Desperation is setting in for the Bears.

Or maybe despair.

Their Super Bowl aspirations have fizzled, and the conversation pivots to whether they can grind out enough victories merely to make the playoffs.

Even that seems like a reach after their absolute dud Sunday against the Saints. Coming off their bye week and facing an opponent missing its best two offensive players, the Bears fell flat in a 36-25 loss at Soldier Field.

The Saints led 36-10 until the final three minutes, when the Bears scored a touchdown, recovered an onside kick and scored another touchdown to make the final slightly less humiliating.

No one is fooled by that, and no one is fooled by the Bears anymore. This is the rock bottom of Matt Nagy’s time as their coach. Well, they hope it is, at least.

Nagy is relentlessly optimistic, but even he can’t put a silver lining on a season marked by sluggish losses and unimpressive victories. And he senses the negativity closing in.

In response to a question about the Bears’ feeble running game, he veered into a speech about the broader danger he fears.

‘‘As Negative Nelly as this will be at 3-3 for us right now, I get it,’’ he said in an unusual postgame news conference in which he ranged from flummoxed to irritated to upbeat. ‘‘I’m the one that’s gonna have to answer to y’all all the time about the negativity of what’s going on. Got it.

‘‘But we need to stay together. We’re not gonna let anybody around here pull us apart, I promise you that. We will come together with answers. And with every week that goes by, we do need to know that time is of the essence. But being 3-3, here’s what I’ll tell them. You ready? I’ll say: ‘Horse blinders and earmuffs.’ Don’t listen to anything outside because, right now, it’s not gonna be good, you know?

‘‘What happens is people from the outside pull you down, and the last thing that anybody’s gonna do — whether it’s you guys or anybody else outside — is you’re not pulling us down. We’re gonna be positive and we’re gonna fight through it because that’s what winning teams do and that’s what positive people do.’’

Keep in mind this speech is coming after six games. Things are this bad, this early.

Nagy might want to skip the rest of this because, both as a point of fact and a big-picture observation, this isn’t a winning team.

The sight of players swaggering into Bourbonnais and talking openly about the Super Bowl feels like another world after watching this meager offense stagger to three-and-outs.

Consider that the Bears would have to go 7-3 the rest of the way just to reach 10 victories. There’s no evidence they’re capable of that.

The best they’ve looked was in a 16-6 victory last month against the Vikings, the game in which quarterback Mitch Trubisky got hurt and the defense was overwhelming.

That defense has been leaky the last two games, as the Raiders and Saints put up the two highest-yardage totals in regulation of the last two seasons against the Bears.

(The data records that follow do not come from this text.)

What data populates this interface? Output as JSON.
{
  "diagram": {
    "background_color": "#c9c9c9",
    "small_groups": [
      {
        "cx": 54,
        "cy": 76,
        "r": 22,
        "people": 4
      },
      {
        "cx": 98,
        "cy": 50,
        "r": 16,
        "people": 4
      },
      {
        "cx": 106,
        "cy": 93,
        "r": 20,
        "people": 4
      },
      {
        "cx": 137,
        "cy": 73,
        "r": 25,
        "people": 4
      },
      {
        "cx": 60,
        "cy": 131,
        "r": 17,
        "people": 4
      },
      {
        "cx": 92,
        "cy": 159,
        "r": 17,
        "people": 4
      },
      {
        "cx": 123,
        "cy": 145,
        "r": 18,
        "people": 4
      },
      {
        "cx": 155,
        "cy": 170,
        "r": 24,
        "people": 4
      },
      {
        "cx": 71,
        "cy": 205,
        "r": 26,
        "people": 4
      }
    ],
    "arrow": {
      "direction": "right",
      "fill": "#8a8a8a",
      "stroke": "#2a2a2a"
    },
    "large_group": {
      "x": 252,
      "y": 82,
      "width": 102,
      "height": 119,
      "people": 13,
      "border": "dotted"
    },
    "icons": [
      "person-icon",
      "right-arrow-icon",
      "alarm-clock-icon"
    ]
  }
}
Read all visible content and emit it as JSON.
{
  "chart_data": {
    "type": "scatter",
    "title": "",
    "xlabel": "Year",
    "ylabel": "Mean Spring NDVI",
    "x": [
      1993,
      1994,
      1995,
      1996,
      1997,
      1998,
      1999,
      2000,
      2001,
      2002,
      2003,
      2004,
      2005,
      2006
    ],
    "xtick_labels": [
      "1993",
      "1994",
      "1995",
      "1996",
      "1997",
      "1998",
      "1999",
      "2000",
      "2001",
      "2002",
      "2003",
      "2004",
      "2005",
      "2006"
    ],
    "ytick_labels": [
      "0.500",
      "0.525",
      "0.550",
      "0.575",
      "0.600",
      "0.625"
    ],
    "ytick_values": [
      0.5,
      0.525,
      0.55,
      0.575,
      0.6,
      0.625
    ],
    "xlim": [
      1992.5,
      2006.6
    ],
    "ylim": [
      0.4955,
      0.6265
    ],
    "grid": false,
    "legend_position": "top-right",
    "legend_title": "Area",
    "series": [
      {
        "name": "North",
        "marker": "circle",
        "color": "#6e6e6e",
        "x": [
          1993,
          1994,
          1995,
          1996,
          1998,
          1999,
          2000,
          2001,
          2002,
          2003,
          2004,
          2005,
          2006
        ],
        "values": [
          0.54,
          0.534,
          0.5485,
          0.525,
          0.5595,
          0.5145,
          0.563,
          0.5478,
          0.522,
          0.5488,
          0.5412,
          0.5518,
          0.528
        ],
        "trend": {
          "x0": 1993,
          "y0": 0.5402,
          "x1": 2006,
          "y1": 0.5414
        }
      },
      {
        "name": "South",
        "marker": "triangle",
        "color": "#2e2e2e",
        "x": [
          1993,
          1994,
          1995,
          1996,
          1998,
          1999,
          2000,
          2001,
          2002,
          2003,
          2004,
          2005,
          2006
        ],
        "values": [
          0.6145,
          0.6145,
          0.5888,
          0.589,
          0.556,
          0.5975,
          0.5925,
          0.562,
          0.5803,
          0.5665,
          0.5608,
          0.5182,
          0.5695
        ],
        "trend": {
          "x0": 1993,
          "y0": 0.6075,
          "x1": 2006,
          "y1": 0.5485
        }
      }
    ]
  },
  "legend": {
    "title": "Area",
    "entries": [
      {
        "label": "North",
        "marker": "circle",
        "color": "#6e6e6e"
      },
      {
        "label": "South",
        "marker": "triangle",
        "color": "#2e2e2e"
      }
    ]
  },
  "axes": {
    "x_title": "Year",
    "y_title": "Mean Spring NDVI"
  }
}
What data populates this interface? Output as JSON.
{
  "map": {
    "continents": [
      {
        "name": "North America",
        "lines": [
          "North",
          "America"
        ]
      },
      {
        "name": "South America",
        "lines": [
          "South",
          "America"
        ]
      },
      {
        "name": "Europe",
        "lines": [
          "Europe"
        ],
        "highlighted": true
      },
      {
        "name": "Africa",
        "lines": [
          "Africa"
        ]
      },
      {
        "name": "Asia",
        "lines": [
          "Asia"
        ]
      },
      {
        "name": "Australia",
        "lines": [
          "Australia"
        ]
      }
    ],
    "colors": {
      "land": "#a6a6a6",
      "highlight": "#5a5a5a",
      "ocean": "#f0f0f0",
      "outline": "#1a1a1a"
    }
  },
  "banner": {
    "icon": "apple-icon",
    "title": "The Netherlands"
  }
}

The offense was worse. Two weeks of self-scouting, retooling and wearing out dry-erase boards in Halas Hall got Nagy nowhere. And it has hit a point where no one can claim getting Trubisky back on the field is helpful.

The offensive numbers were nauseating, and Trubisky was as bad as ever. Before the late frenzy, he was 20 of 35 for 119 yards and a 63.9 passer rating.

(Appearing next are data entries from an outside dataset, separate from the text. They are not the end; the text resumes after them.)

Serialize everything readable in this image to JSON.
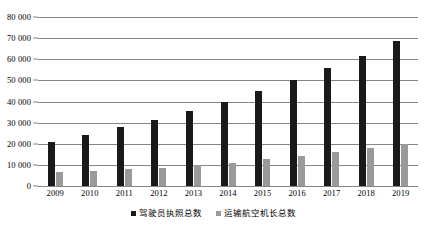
{
  "chart_data": {
    "type": "bar",
    "title": "",
    "subtitle": "",
    "xlabel": "",
    "ylabel": "",
    "categories": [
      "2009",
      "2010",
      "2011",
      "2012",
      "2013",
      "2014",
      "2015",
      "2016",
      "2017",
      "2018",
      "2019"
    ],
    "series": [
      {
        "name": "驾驶员执照总数",
        "color": "#1a1a1a",
        "values": [
          20700,
          24200,
          27900,
          31200,
          35500,
          40000,
          44800,
          50300,
          55800,
          61500,
          68500
        ]
      },
      {
        "name": "运输航空机长总数",
        "color": "#9a9a9a",
        "values": [
          6400,
          7100,
          8100,
          8700,
          10000,
          11100,
          12800,
          14300,
          16000,
          17800,
          19800
        ]
      }
    ],
    "ylim": [
      0,
      80000
    ],
    "ytick_step": 10000,
    "ytick_labels": [
      "0",
      "10 000",
      "20 000",
      "30 000",
      "40 000",
      "50 000",
      "60 000",
      "70 000",
      "80 000"
    ],
    "ytick_values": [
      0,
      10000,
      20000,
      30000,
      40000,
      50000,
      60000,
      70000,
      80000
    ],
    "grid": true,
    "grid_axis": "y",
    "legend_position": "bottom",
    "legend_entries": [
      "驾驶员执照总数",
      "运输航空机长总数"
    ]
  }
}
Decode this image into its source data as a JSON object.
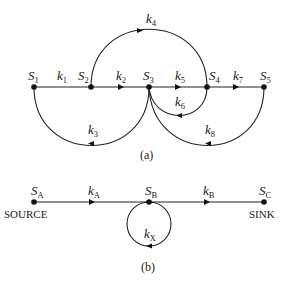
{
  "diagram_a": {
    "caption": "(a)",
    "nodes": [
      {
        "id": "S1",
        "base": "S",
        "sub": "1",
        "x": 34,
        "y": 87
      },
      {
        "id": "S2",
        "base": "S",
        "sub": "2",
        "x": 91,
        "y": 87
      },
      {
        "id": "S3",
        "base": "S",
        "sub": "3",
        "x": 149,
        "y": 87
      },
      {
        "id": "S4",
        "base": "S",
        "sub": "4",
        "x": 207,
        "y": 87
      },
      {
        "id": "S5",
        "base": "S",
        "sub": "5",
        "x": 264,
        "y": 87
      }
    ],
    "edges": [
      {
        "id": "k1",
        "base": "k",
        "sub": "1",
        "from": "S1",
        "to": "S2",
        "shape": "straight"
      },
      {
        "id": "k2",
        "base": "k",
        "sub": "2",
        "from": "S2",
        "to": "S3",
        "shape": "straight"
      },
      {
        "id": "k3",
        "base": "k",
        "sub": "3",
        "from": "S3",
        "to": "S1",
        "shape": "arc-below"
      },
      {
        "id": "k4",
        "base": "k",
        "sub": "4",
        "from": "S2",
        "to": "S4",
        "shape": "arc-above"
      },
      {
        "id": "k5",
        "base": "k",
        "sub": "5",
        "from": "S3",
        "to": "S4",
        "shape": "straight"
      },
      {
        "id": "k6",
        "base": "k",
        "sub": "6",
        "from": "S4",
        "to": "S3",
        "shape": "arc-below"
      },
      {
        "id": "k7",
        "base": "k",
        "sub": "7",
        "from": "S4",
        "to": "S5",
        "shape": "straight"
      },
      {
        "id": "k8",
        "base": "k",
        "sub": "8",
        "from": "S5",
        "to": "S3",
        "shape": "arc-below"
      }
    ]
  },
  "diagram_b": {
    "caption": "(b)",
    "nodes": [
      {
        "id": "SA",
        "base": "S",
        "sub": "A",
        "role": "SOURCE",
        "x": 34,
        "y": 202
      },
      {
        "id": "SB",
        "base": "S",
        "sub": "B",
        "x": 149,
        "y": 202
      },
      {
        "id": "SC",
        "base": "S",
        "sub": "C",
        "role": "SINK",
        "x": 264,
        "y": 202
      }
    ],
    "edges": [
      {
        "id": "kA",
        "base": "k",
        "sub": "A",
        "from": "SA",
        "to": "SB",
        "shape": "straight"
      },
      {
        "id": "kB",
        "base": "k",
        "sub": "B",
        "from": "SB",
        "to": "SC",
        "shape": "straight"
      },
      {
        "id": "kX",
        "base": "k",
        "sub": "X",
        "from": "SB",
        "to": "SB",
        "shape": "self-loop"
      }
    ],
    "source_label": "SOURCE",
    "sink_label": "SINK"
  },
  "colors": {
    "ink": "#111111",
    "background": "#ffffff"
  }
}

If that sounds bad, get a load of the running attack. Is ‘‘attack’’ the right word? The Bears ran for 17 yards.

‘‘You can’t run for 17 yards in the NFL and think you’re going to win a game, you know?’’ Nagy said. ‘‘You should get 17 yards on one run play.’’

Nagy lamented the Bears’ failure to ignite the running game early, but he calls the plays. They ran five times in the first half.

What possible excuse do the Bears have for being unable to run when they have a mobile quarterback, a well-paid offensive line and highly touted running backs? Nagy has to be able to explain this.

‘‘I would love to,’’ he said. ‘‘I would. I wish I — I would love to. You’re right. But I don’t know what to tell you.’’

There’s a lot the Bears don’t know right now. The only certainty is that this season already has gone wildly off-track.